Thursday, September 24, 2020

Book 252: Shantaram

 
 "Personality and personal identity are in some ways like co-ordinates on the street map drawn by our intersecting relationships. We know who we are and we define what we are by references to the people we love and our reasons for loving them." 

Dates read: July 27- August 6, 2018

Rating: 5/10

If you had asked me where I'd be at 35 at virtually any point in my life, I 100% would not have said living in Reno, Nevada and working as a lobbyist. When I was in high school, I would have said probably in a major city practicing law, preparing for a career as a judge. In college, I would have waffled about maybe becoming a psychologist or academic, but probably still would have come down on the side of being a lawyer-looking-towards-the-judiciary. I wanted to be a prosecutor and then move onto the bench pretty much until the bottom fell out of the economy when I was in law school. With shrinking firm openings, even the kinds of public-sector jobs I'd had my eye on got super competitive, and for the first time I had to shift my dreams. That shift continued all the way until I got to where I am, and while it's worked out pretty damn well, it's nowhere near where I thought I'd be.

Of course, this is a pretty fortunate variant of the curveballs life can throw. The man who calls himself Lindsay "Lin" Ford (this is an alias, but we never get his real name) in Gregory David Roberts' Shantaram had a real switch-up. At one point, he was a typical suburban husband and father in Australia. Then he got into heroin, and then bank robbery, and then there was divorce and custody loss and prison. Facing a decades-long sentence in a high-security prison, he manages to escape and goes on the run, landing almost by chance in Mumbai with his forged passport and a chance decision to trust a street guide with a big smile changes his life all over again.

Lin's adventures in India are truly epic, from six months in his street-guide-turned-friend Prabakar's rural village, to living and working as a medic in one of the city's enormous slums, to Lin's passionate love for Karla, a beautiful and mysterious Swiss ex-pat, back to prison (in India this time), then into organized crime and even to Afghanistan to fight with the mujahideen. Along the way there's a shadowy, malevolent madam, a traintop marriage proposal, and Bollywood movies, among other things. It's sprawling, with countless side characters who appear and re-appear throughout. Lin's ability to proceed with cautious optimism keeps him generally lucky in both friendship and opportunity, but even that can't keep him safe from tragedy.

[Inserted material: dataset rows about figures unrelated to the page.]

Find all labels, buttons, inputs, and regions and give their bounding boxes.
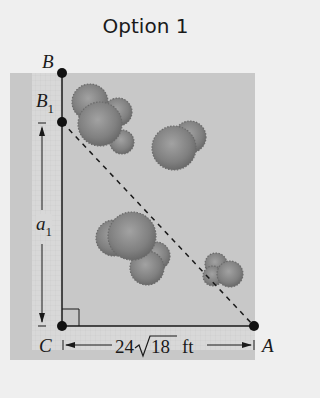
point-b1	[57, 117, 67, 127]
label-c: C	[39, 336, 52, 355]
point-a	[249, 321, 259, 331]
label-b: B	[42, 52, 54, 71]
label-b1: B1	[36, 91, 54, 110]
point-b	[57, 68, 67, 78]
point-c	[57, 321, 67, 331]
dimension-ca-unit: ft	[182, 337, 194, 356]
label-a1: a1	[36, 214, 52, 233]
dimension-ca-coefficient: 24	[115, 337, 134, 356]
dimension-ca-radicand: 18	[151, 337, 170, 356]
label-a: A	[262, 336, 274, 355]
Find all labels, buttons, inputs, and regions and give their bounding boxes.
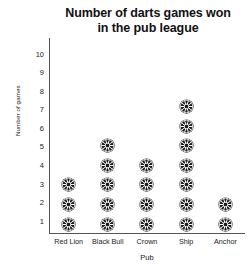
dartboard-icon <box>218 217 233 232</box>
chart-title: Number of darts games won in the pub lea… <box>48 6 248 36</box>
chart-title-line-2: in the pub league <box>48 21 248 36</box>
x-tick-label: Ship <box>167 237 206 246</box>
dartboard-icon <box>61 197 76 212</box>
y-tick-label: 1 <box>28 218 44 226</box>
data-column[interactable] <box>167 99 206 233</box>
y-tick-label: 4 <box>28 162 44 170</box>
y-tick-label: 5 <box>28 143 44 151</box>
dartboard-icon <box>61 177 76 192</box>
y-tick-label: 6 <box>28 125 44 133</box>
dartboard-icon <box>139 158 154 173</box>
data-column[interactable] <box>49 177 88 233</box>
dartboard-icon <box>139 217 154 232</box>
x-tick-label: Black Bull <box>88 237 127 246</box>
dartboard-icon <box>139 177 154 192</box>
dartboard-icon <box>139 197 154 212</box>
x-axis-line <box>49 233 245 234</box>
dartboard-icon <box>179 99 194 114</box>
dartboard-icon <box>61 217 76 232</box>
x-axis-title: Pub <box>49 253 245 262</box>
y-tick-label: 2 <box>28 199 44 207</box>
dartboard-icon <box>100 177 115 192</box>
dartboard-icon <box>179 177 194 192</box>
y-tick-label: 8 <box>28 88 44 96</box>
data-column[interactable] <box>206 197 245 233</box>
y-tick-label: 9 <box>28 69 44 77</box>
plot-area: 12345678910 Red LionBlack BullCrownShipA… <box>49 38 245 234</box>
pictogram-chart: Number of darts games won in the pub lea… <box>0 0 252 271</box>
dartboard-icon <box>179 197 194 212</box>
y-axis-title: Number of games <box>14 85 21 136</box>
dartboard-icon <box>179 217 194 232</box>
data-column[interactable] <box>88 138 127 233</box>
data-column[interactable] <box>127 158 166 233</box>
dartboard-icon <box>218 197 233 212</box>
y-tick-label: 10 <box>28 51 44 59</box>
dartboard-icon <box>100 197 115 212</box>
dartboard-icon <box>179 158 194 173</box>
y-tick-label: 7 <box>28 106 44 114</box>
y-tick-label: 3 <box>28 181 44 189</box>
dartboard-icon <box>179 119 194 134</box>
dartboard-icon <box>100 217 115 232</box>
x-tick-label: Anchor <box>206 237 245 246</box>
x-tick-label: Red Lion <box>49 237 88 246</box>
dartboard-icon <box>179 138 194 153</box>
dartboard-icon <box>100 158 115 173</box>
chart-title-line-1: Number of darts games won <box>65 6 231 20</box>
x-tick-label: Crown <box>127 237 166 246</box>
dartboard-icon <box>100 138 115 153</box>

The book is based heavily on Roberts' own experiences...like his protagonist, he was an Australian addict-turned-robber who escaped from prison and lived for several years in India. While some characters are, in fact, entirely created, several (including Prabakar and his family) are actual people who Roberts did know in India but whose stories he may have rendered somewhat less than faithfully. It walks a fine line between obvious invention/fantasy (the scene in which Lin and Karla finally sleep together has them running into each other's arms while a thunderstorm rages around them and I literally laughed at how ridiculous it was though it was not at all meant to be funny) and things it seems like we're meant to believe even though they are clearly ludicrous (like the idea that Lin has apparently has an extraordinary ability to know instantly if someone is a decent person and is almost immediately accepted and tightly bonded into every community he finds himself in).

If you're looking for a plot-driven adventure story and have a high tolerance for flowery language, this will likely be something you really enjoy! It can honestly be hard to focus on how silly some of the events in the book are because he generally keeps things moving quickly enough that you don't linger on them before Roberts takes you in a new direction. I'm not kidding about the prose style, though...I'm generally fairly tolerant and sometimes even enjoy work that tends towards the overwritten, but only about 100 pages into the nearly 950 of this book I was already rolling my eyes and it didn't get better from there. There's a very good 500-600 page book in here, but it would have taken some serious editing down of the often-trite philosophical patter Roberts constantly inserts, and honestly more development of Lin as a character. He's our protagonist and we spend all our time with him, but we actually know vanishingly little of his life before he was imprisoned in his home country. We get full backstories for several less important characters, which made it extra frustrating for Lin to be so unrooted. As I think is probably obvious by now, I didn't especially like this book, finding it only mediocre-to-average in quality and completely unworthy of its enormous length. But honestly I think if I had read it in my early-to-mid-20s, when my tolerance for "poignant" pronouncements about life was higher, I'd have liked it more. As is, though, I can't recommend it.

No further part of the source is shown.